Abstract
Increasing demands for timber and non-timber forest products often conflict with demands to maintain biodiversity and ecosystem processes. To examine tradeoffs between these goals, we implemented six alternative management systems using a stand-level, replicated experiment. The treatments included four silvicultural regeneration methods designed to sustain timber production, one commercial harvest without regard for future stand values, and a no harvest control. Our goal was to determine effects of management alternatives on multiple system components, including biodiversity, medicinal plants, timber production, terrestrial amphibians, soil disturbance, invasive exotic plants, soil and leaf litter invertebrates, leaf litter decomposition rates and nutrient flux.
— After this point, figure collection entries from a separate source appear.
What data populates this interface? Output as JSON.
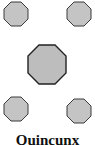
{
  "diagram": {
    "caption": "Quincunx",
    "shape": "octagon",
    "count": 5,
    "arrangement": [
      "top-left",
      "top-right",
      "center",
      "bottom-left",
      "bottom-right"
    ],
    "fill_color": "#c4c4c4",
    "stroke_color": "#3a3a3a"
  }
}
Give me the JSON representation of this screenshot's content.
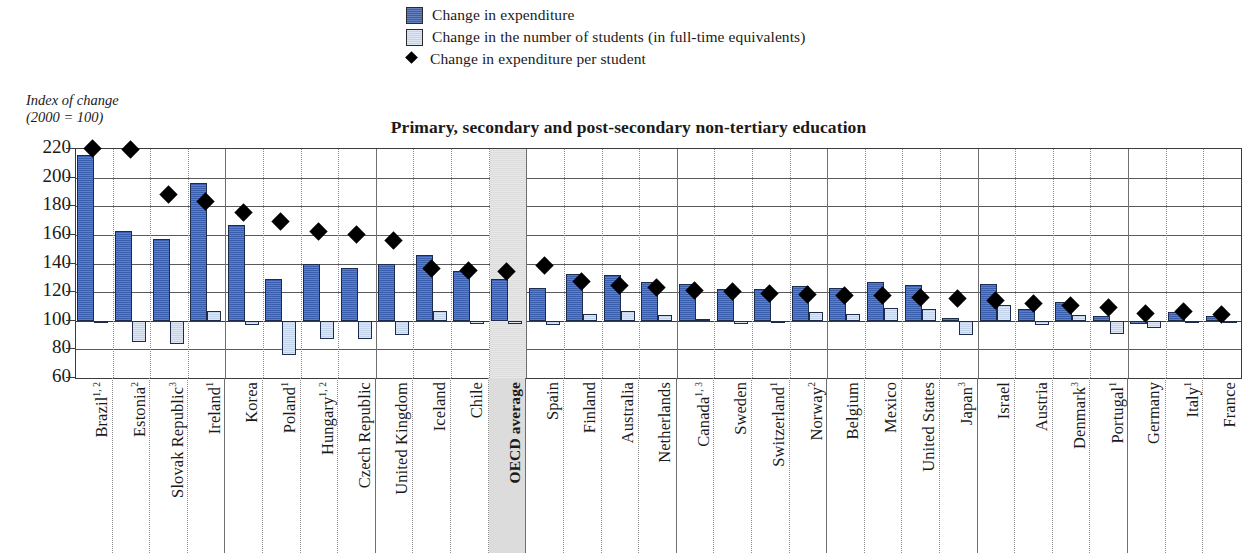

Plant species richness increased with increasing canopy disturbance, through colonization both by shade-intolerant native species and by exotic species. We detected several species of medicinal plants. Oak regeneration depended more on site quality than treatment. Terrestrial salamander populations declined precipitously on all treatments subjected to canopy disturbance. Although initial soil loss was reduced by using treatments that retained higher levels of basal area in the stand, over a complete rotation, the effects of repeated entries are likely to cause greater soil loss than a clearcut and greater impacts on salamanders.
Parent Publication
Citation
Fox, Thomas R.; Haas, Carola A.; Smith, David W.; Loftis, David L.; Zedaker, Shepard M.; Jones, Robert H.; Hammett, A.L. 2007. Alternative silvicultural practices in Appalachian forest ecosystems: implications for species diversity, ecosystem resilience, and commercial timber production. e-Gen. Tech. Rep. SRS–101. U.S. Department of Agriculture, Forest Service, Southern Research Station: 276-280 [CD-ROM].